Dimapur, Jan 11 (MExN): The Tikhir Tribal Council (TTC) in response to a recent YAA press statement that Yimchunger consists of six dialects (Langa, Tikhir, Chirr, Mukhor, Longphor and Phulungri) has issued a refutation on these ‘cultural points’.
The TTC through its Vice President R Joseph Tikhir stated that Langa is not a dialect but the location of the first organized settlement of the Yimchunger. “Likewise, if as the Yimchungers claim, Langa is a dialect, then Tikhir, Chirr and Mukhor cannot be considered a dialect but rather Taimiphu and Tongkhin should be considered as dialects as these were the first organized settlement place of the Tikhir, Chirr and Mukhor tribes.”

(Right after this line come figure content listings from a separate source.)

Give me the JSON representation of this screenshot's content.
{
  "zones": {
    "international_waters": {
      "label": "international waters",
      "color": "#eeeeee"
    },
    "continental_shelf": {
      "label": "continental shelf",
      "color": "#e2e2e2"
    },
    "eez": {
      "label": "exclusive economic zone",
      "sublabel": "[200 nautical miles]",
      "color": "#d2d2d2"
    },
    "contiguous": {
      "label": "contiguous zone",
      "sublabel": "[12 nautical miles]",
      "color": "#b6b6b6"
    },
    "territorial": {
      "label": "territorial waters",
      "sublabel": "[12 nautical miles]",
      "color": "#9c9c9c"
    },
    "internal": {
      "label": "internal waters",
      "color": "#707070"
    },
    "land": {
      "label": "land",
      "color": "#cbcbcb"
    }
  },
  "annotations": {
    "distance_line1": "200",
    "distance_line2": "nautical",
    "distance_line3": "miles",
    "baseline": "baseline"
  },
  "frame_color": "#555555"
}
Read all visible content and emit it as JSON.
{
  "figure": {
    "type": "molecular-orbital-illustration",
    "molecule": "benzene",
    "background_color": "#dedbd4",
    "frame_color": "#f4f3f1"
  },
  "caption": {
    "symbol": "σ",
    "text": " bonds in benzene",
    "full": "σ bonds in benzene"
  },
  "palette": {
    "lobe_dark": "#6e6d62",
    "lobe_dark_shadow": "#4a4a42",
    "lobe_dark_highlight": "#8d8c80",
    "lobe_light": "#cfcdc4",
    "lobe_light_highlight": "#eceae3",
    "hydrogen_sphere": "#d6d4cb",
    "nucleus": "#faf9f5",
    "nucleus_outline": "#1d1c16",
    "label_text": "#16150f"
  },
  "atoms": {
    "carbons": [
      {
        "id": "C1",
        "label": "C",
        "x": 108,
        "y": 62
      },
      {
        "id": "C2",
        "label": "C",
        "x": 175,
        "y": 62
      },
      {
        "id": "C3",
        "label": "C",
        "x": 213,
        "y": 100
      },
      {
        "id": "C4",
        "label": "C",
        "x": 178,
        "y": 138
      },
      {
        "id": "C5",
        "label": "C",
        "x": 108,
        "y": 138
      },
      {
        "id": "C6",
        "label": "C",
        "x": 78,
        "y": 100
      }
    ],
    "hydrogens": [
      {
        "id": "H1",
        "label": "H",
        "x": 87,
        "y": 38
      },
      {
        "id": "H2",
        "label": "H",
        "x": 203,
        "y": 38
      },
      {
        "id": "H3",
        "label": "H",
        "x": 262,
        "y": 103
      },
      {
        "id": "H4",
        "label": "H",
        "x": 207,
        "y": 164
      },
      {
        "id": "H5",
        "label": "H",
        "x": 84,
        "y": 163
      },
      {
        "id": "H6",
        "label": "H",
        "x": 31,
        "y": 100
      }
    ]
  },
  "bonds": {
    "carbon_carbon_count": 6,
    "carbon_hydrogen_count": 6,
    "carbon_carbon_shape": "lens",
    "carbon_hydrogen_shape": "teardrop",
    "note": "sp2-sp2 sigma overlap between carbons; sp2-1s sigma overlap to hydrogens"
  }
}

Stating that Christianity came to the Tikhirs through the Yimchungers and indirectly through the Aos, the council asserted that Ao and Yimchunger pastors were sent by the Yimchungers to Tikhir villages to convert the pagan Tikhirs to Christianity. “These villages were affiliated to the Yimchunger Baptist Churches Association without the knowledge and consent of the villagers. In this way the whole of the Tikhir villages came under this association, whereas the innocent villagers had converted to Christianity to save their souls by following the doctrines of Christianity, not suspecting the foul and suppressive motives of the Yimchungers” the council maintained. “After accomplishing this plan”, the Yimchungers moved for complete subjugation of the Tikhir, politically and socially. In follow-up action to this plan, after Nagaland attained statehood, Tikhir villages were broken up into three Assembly Constituencies in such a way that in none of the constituencies the Tikhirs were in majority, thereby completely annihilating the Tikhirs’ political future, the TTC asserted adding that “they then had a free hand in wiping out the basic constitutional rights of the Tikhirs at the state government level as well as in all the important Naga non-governmental organizations”.
The TTC and TSU advised that the following books be referred to on the ‘historical facts’ of the two communities: Burma Census report 1911(Prof. C. Smith) Anthropological South-East Asia Minor Map, The Patkai Nagas (Maj. Gen. SC Sardeshpande) Origin and Culture of Nagas (RR Shimray), Political Evolution of Nagaland (Dr. Chandrika Singh), Nagaland Untold Story (S.C. Dev.), ‘SCRA’ Naga (J.H. Hutton), The Sema Nagas (J.H. Hutton), Nagaland District Gazetteer (B.B. Ghosh), The Nagas of Burma (Jamie Saul) and Census of India 1961,1971,9181,1991 & 2001 etc.